Center for Biological Diversity

For Immediate Release, May 9, 2018

Contact: Emily Jeffers, (510) 844-7109, ejeffers@biologicaldiversity.org

Texas Residents Urge Rejection of World's Largest Plastics Plant

TUCSON, Ariz.— The Center for Biological Diversity and more than 1,100 Texas residents are demanding that Texas regulators reconsider issuing a wastewater permit to a project that would be the world’s largest plastics plant.

The facility, funded by ExxonMobil and the Saudi Arabian government, would discharge more than 13 million gallons a day of toxic wastewater. It will exceed legal pollution standards, as the Center notes in a petition filed today with the Texas Commission on Environmental Quality.

The plant, which would receive more than $1 billion in state tax breaks, would “crack” the ethane in natural gas to produce almost 2 million tons of ethylene and polyethylene annually. Polyethylene pellets are the basic building blocks of plastic products. The Texas plant is part of a multibillion-dollar push by the fossil fuel industry to increase global plastic production by 40 percent over the next decade.

“This facility will dump millions of gallons of toxic wastewater a day into beautiful Corpus Christi Bay. That’s right in the middle of critical habitat for endangered whooping cranes,” said Emily Jeffers, an attorney with the Center. “Texas and its wildlife will pay a heavy price just to produce more cheap plastic that will litter our oceans and landscapes. Texans don’t want toxins in their bays and rivers, and they don’t want plastics polluting our oceans and seafood.”

Today is the deadline for concerned citizens to request the commission reconsider its April 9 decision to issue a wastewater permit for the plastic plant. The Center, along with over 1,148 Texas residents who supported the Center’s online petition, submitted a request for reconsideration. In addition to the wastewater permit, the facility must obtain several air permits.

It will also contribute to plastic pollution, which has become so pervasive that plastic is expected to outweigh all the fish in the sea by 2050. Marine plastic pollution affected at least 267 species, including 86 percent of sea turtle species and 43 percent of marine mammal species. Large whales are often found with bellies full of plastic after they die.

Little bits of plastic get mistaken for food and eaten by fish, sea turtles, birds and other wildlife. These animals often choke on the items, or experience feelings of fullness and then starve to death.

Plastic also attracts and absorbs toxic chemicals from the marine environment, increasing the hazards to any animal that eats them, including those higher on the food chain, including humans. Other animals become entangled in plastic garbage and drown.

The Center for Biological Diversity is a national, nonprofit conservation organization with more than 1.6 million members and online activists dedicated to the protection of endangered species and wild places.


* _Required action_
Go through the data below. Pull out every line that has the word "terminal".

Figure record extracts:
__________
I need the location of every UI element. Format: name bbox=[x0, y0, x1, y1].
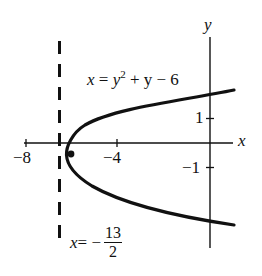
eq-equals: = bbox=[95, 70, 113, 89]
line-eq-lhs: x bbox=[70, 234, 78, 251]
vertex-dot bbox=[68, 151, 75, 158]
parabola-curve bbox=[66, 90, 234, 225]
parabola-equation-label: x = y2 + y − 6 bbox=[87, 71, 179, 88]
parabola-diagram: y x −8 −4 1 −1 x = y2 + y − 6 x = − 13 2 bbox=[0, 0, 262, 276]
fraction-numerator: 13 bbox=[104, 225, 122, 243]
y-tick-label-minus-1: −1 bbox=[182, 159, 200, 176]
fraction-denominator: 2 bbox=[109, 243, 117, 260]
y-tick-label-1: 1 bbox=[195, 109, 204, 126]
line-eq-equals: = − bbox=[78, 234, 101, 251]
eq-rest: + y − 6 bbox=[126, 70, 179, 89]
eq-lhs: x bbox=[87, 70, 95, 89]
y-axis-label: y bbox=[204, 16, 212, 33]
fraction: 13 2 bbox=[104, 225, 122, 260]
dashed-line-equation-label: x = − 13 2 bbox=[70, 225, 122, 260]
x-tick-label-minus-8: −8 bbox=[13, 149, 31, 166]
x-axis-label: x bbox=[238, 132, 246, 149]
x-tick-label-minus-4: −4 bbox=[103, 149, 121, 166]
plot-area bbox=[0, 0, 262, 276]
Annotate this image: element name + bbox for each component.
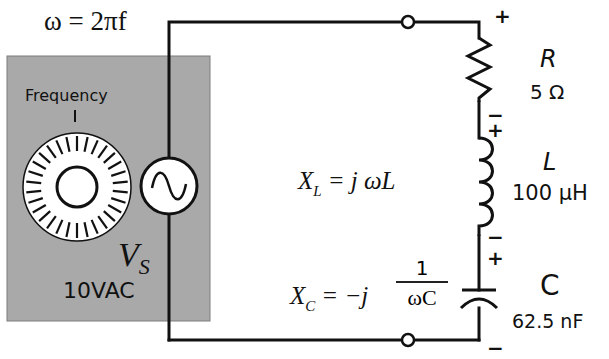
xl-rhs: = j ωL xyxy=(328,167,396,194)
capacitor-plus: + xyxy=(487,248,504,268)
xc-sub: C xyxy=(305,298,315,314)
inductor-value: 100 μH xyxy=(512,183,588,204)
resistor-name: R xyxy=(540,47,557,71)
source-symbol-name: V xyxy=(118,236,139,273)
capacitor-minus: − xyxy=(487,338,504,358)
xl-sub: L xyxy=(313,183,321,199)
circuit-diagram: ω = 2πf Frequency VS 10VAC + R 5 Ω − + L… xyxy=(0,0,609,359)
capacitor-value: 62.5 nF xyxy=(512,312,583,331)
fraction-bar xyxy=(396,281,448,283)
xc-rhs: = −j xyxy=(321,282,368,309)
xl-lhs: X xyxy=(298,167,313,194)
inductive-reactance-equation: XL= j ωL xyxy=(298,168,396,193)
xc-lhs: X xyxy=(290,282,305,309)
inductor-name: L xyxy=(543,150,556,174)
terminal-bottom xyxy=(402,334,414,346)
ac-source-icon xyxy=(141,158,197,214)
inductor-icon xyxy=(479,138,493,236)
capacitor-name: C xyxy=(540,272,560,300)
xc-denominator: ωC xyxy=(407,287,436,309)
xc-numerator: 1 xyxy=(416,258,429,278)
source-value: 10VAC xyxy=(63,280,135,302)
frequency-label: Frequency xyxy=(25,88,108,104)
inductor-minus: − xyxy=(487,227,504,247)
resistor-value: 5 Ω xyxy=(530,82,564,102)
omega-formula: ω = 2πf xyxy=(44,8,127,35)
resistor-icon xyxy=(468,38,490,102)
capacitor-icon xyxy=(461,290,497,308)
omega-formula-text: ω = 2πf xyxy=(44,6,127,36)
source-symbol: VS xyxy=(118,238,150,272)
source-symbol-subscript: S xyxy=(139,254,150,279)
inductor-plus: + xyxy=(487,120,504,140)
xc-fraction: 1 ωC xyxy=(396,258,448,309)
resistor-plus: + xyxy=(494,6,511,26)
terminal-top xyxy=(402,16,414,28)
capacitive-reactance-equation: XC= −j xyxy=(290,283,368,308)
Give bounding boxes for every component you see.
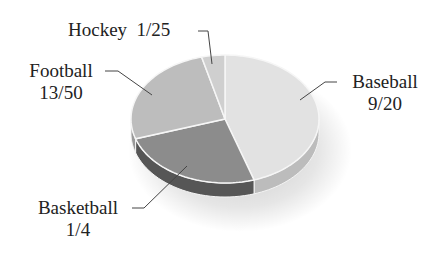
label-baseball-name: Baseball: [340, 71, 430, 93]
label-basketball: Basketball 1/4: [28, 197, 128, 241]
label-baseball: Baseball 9/20: [340, 71, 430, 115]
label-hockey-value: 1/25: [137, 19, 171, 40]
label-basketball-value: 1/4: [28, 219, 128, 241]
label-football-value: 13/50: [18, 82, 104, 104]
label-baseball-value: 9/20: [340, 93, 430, 115]
label-football-name: Football: [18, 60, 104, 82]
label-basketball-name: Basketball: [28, 197, 128, 219]
pie-slices: [131, 55, 319, 183]
label-football: Football 13/50: [18, 60, 104, 104]
label-hockey: Hockey 1/25: [68, 19, 170, 41]
label-hockey-name: Hockey: [68, 19, 127, 40]
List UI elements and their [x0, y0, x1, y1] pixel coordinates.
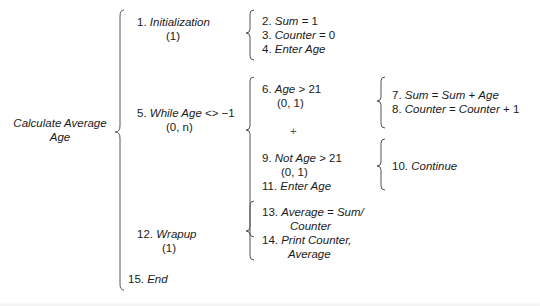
step-label: End	[147, 273, 167, 285]
bracket-while	[246, 77, 254, 237]
step-label: While Age	[150, 107, 202, 119]
step-num: 10.	[392, 160, 408, 172]
operand: Counter	[459, 103, 500, 115]
step-num: 14.	[262, 234, 278, 246]
step-label: Wrapup	[156, 228, 196, 240]
step-15-end: 15. End	[128, 272, 168, 286]
step-9: 9. Not Age > 21	[262, 151, 342, 165]
step-11: 11. Enter Age	[262, 179, 331, 193]
plus-sign: +	[290, 124, 297, 138]
operator: +	[468, 89, 475, 101]
step-7: 7. Sum = Sum + Age	[392, 88, 499, 102]
operand: Sum	[442, 89, 466, 101]
step-num: 1.	[137, 16, 147, 28]
bracket-true	[377, 77, 385, 128]
step-num: 3.	[262, 29, 272, 41]
bracket-main	[115, 10, 124, 290]
root-label: Calculate Average Age	[4, 116, 116, 144]
step-2: 2. Sum = 1	[262, 14, 318, 28]
step-1-initialization: 1. Initialization	[137, 15, 210, 29]
step-num: 13.	[262, 206, 278, 218]
step-num: 9.	[262, 152, 272, 164]
step-3: 3. Counter = 0	[262, 28, 335, 42]
step-6-mult: (0, 1)	[277, 96, 304, 110]
step-num: 7.	[392, 89, 402, 101]
step-num: 6.	[262, 83, 272, 95]
step-lhs: Age	[275, 83, 295, 95]
operand: Counter	[405, 103, 446, 115]
step-text: Enter Age	[275, 43, 326, 55]
step-num: 12.	[137, 228, 153, 240]
step-rhs: > 21	[319, 152, 342, 164]
bracket-wrapup	[246, 201, 254, 260]
root-line1: Calculate Average	[4, 116, 116, 130]
step-op: <> −1	[205, 107, 235, 119]
root-line2: Age	[4, 130, 116, 144]
step-8: 8. Counter = Counter + 1	[392, 102, 519, 116]
step-5-mult: (0, n)	[166, 120, 193, 134]
step-rhs: = 1	[302, 15, 318, 27]
step-num: 11.	[262, 180, 277, 192]
step-14-cont: Average	[288, 247, 331, 261]
step-num: 8.	[392, 103, 402, 115]
step-lhs: Counter	[275, 29, 316, 41]
step-9-mult: (0, 1)	[281, 165, 308, 179]
bracket-false	[377, 139, 385, 190]
step-text: Continue	[411, 160, 457, 172]
step-14: 14. Print Counter,	[262, 233, 352, 247]
step-line1: Average = Sum/	[281, 206, 364, 218]
step-rhs: = 0	[319, 29, 335, 41]
step-lhs: Sum	[275, 15, 299, 27]
step-12-wrapup: 12. Wrapup	[137, 227, 196, 241]
bracket-init	[246, 10, 254, 60]
operand: Age	[478, 89, 498, 101]
step-num: 2.	[262, 15, 272, 27]
step-num: 4.	[262, 43, 272, 55]
operator: =	[432, 89, 439, 101]
operand: Sum	[405, 89, 429, 101]
step-label: Initialization	[150, 16, 210, 28]
step-rhs: > 21	[298, 83, 321, 95]
step-num: 15.	[128, 273, 144, 285]
step-13: 13. Average = Sum/	[262, 205, 364, 219]
step-line1: Print Counter,	[281, 234, 351, 246]
step-12-mult: (1)	[162, 241, 176, 255]
step-text: Enter Age	[280, 180, 331, 192]
step-lhs: Not Age	[275, 152, 316, 164]
step-5-while: 5. While Age <> −1	[137, 106, 235, 120]
step-4: 4. Enter Age	[262, 42, 326, 56]
step-13-cont: Counter	[290, 219, 331, 233]
operator: + 1	[503, 103, 519, 115]
step-6: 6. Age > 21	[262, 82, 321, 96]
operator: =	[449, 103, 456, 115]
step-num: 5.	[137, 107, 147, 119]
step-1-mult: (1)	[166, 29, 180, 43]
cut-off-caption	[0, 302, 540, 306]
step-10: 10. Continue	[392, 159, 457, 173]
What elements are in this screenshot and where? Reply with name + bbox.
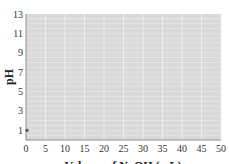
y-tick-label: 1: [18, 125, 23, 136]
x-tick-label: 35: [158, 143, 168, 154]
y-tick-label: 3: [18, 105, 23, 116]
x-tick-labels: 05101520253035404550: [24, 143, 227, 154]
x-tick-label: 15: [80, 143, 90, 154]
data-point: [25, 129, 28, 132]
x-tick-label: 40: [177, 143, 187, 154]
x-tick-label: 0: [24, 143, 29, 154]
y-axis-label: pH: [2, 68, 16, 85]
y-tick-label: 9: [18, 47, 23, 58]
x-tick-label: 25: [119, 143, 129, 154]
x-tick-label: 20: [99, 143, 109, 154]
titration-chart: 05101520253035404550 135791113 pH Volume…: [0, 0, 229, 164]
x-axis-label: Volume of NaOH (mL): [64, 159, 181, 164]
x-tick-label: 30: [138, 143, 148, 154]
y-tick-label: 7: [18, 67, 23, 78]
x-tick-label: 10: [60, 143, 70, 154]
y-tick-label: 11: [13, 28, 23, 39]
x-tick-label: 5: [43, 143, 48, 154]
x-tick-label: 50: [216, 143, 226, 154]
x-tick-label: 45: [197, 143, 207, 154]
y-tick-label: 13: [13, 9, 23, 20]
y-tick-label: 5: [18, 86, 23, 97]
data-points: [25, 129, 28, 132]
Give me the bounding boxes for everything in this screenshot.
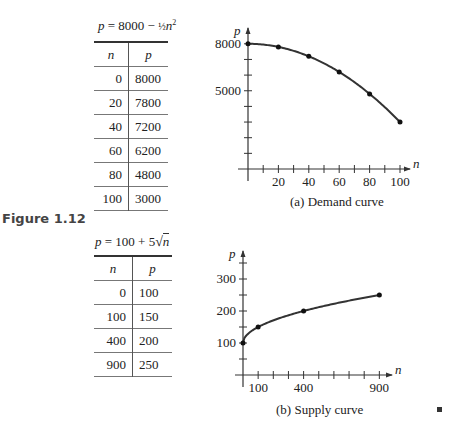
chart-svg: 2040608010050008000pn 100400900100200300…: [0, 0, 449, 445]
x-tick-label: 100: [248, 380, 268, 395]
data-point: [276, 44, 281, 49]
data-point: [246, 41, 251, 46]
y-tick-label: 200: [217, 303, 237, 318]
x-tick-label: 80: [363, 174, 376, 189]
curve: [243, 295, 379, 343]
x-tick-label: 400: [294, 380, 314, 395]
data-point: [398, 120, 403, 125]
demand-chart: 2040608010050008000pn: [215, 23, 420, 189]
y-tick-label: 5000: [215, 83, 241, 98]
x-axis-label: n: [413, 156, 420, 171]
end-mark: [437, 407, 442, 412]
x-axis-arrow-icon: [386, 373, 393, 378]
curve: [248, 44, 400, 122]
demand-caption: (a) Demand curve: [290, 194, 384, 210]
x-tick-label: 900: [370, 380, 390, 395]
x-tick-label: 60: [333, 174, 346, 189]
y-tick-label: 8000: [215, 36, 241, 51]
x-axis-arrow-icon: [404, 167, 411, 172]
data-point: [256, 325, 261, 330]
y-tick-label: 100: [217, 335, 237, 350]
data-point: [306, 54, 311, 59]
data-point: [301, 309, 306, 314]
x-tick-label: 20: [272, 174, 285, 189]
y-tick-label: 300: [217, 271, 237, 286]
x-tick-label: 100: [390, 174, 410, 189]
supply-caption: (b) Supply curve: [276, 402, 363, 418]
data-point: [367, 91, 372, 96]
data-point: [377, 293, 382, 298]
supply-chart: 100400900100200300pn: [217, 246, 402, 395]
y-axis-arrow-icon: [241, 250, 246, 257]
x-tick-label: 40: [302, 174, 315, 189]
data-point: [337, 69, 342, 74]
data-point: [241, 341, 246, 346]
y-axis-arrow-icon: [246, 27, 251, 34]
y-axis-label: p: [233, 23, 241, 38]
y-axis-label: p: [228, 246, 236, 261]
x-axis-label: n: [395, 362, 402, 377]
__________
* _Result_
terminal-bottom xyxy=(402,334,414,346)
terminal-top xyxy=(402,16,414,28)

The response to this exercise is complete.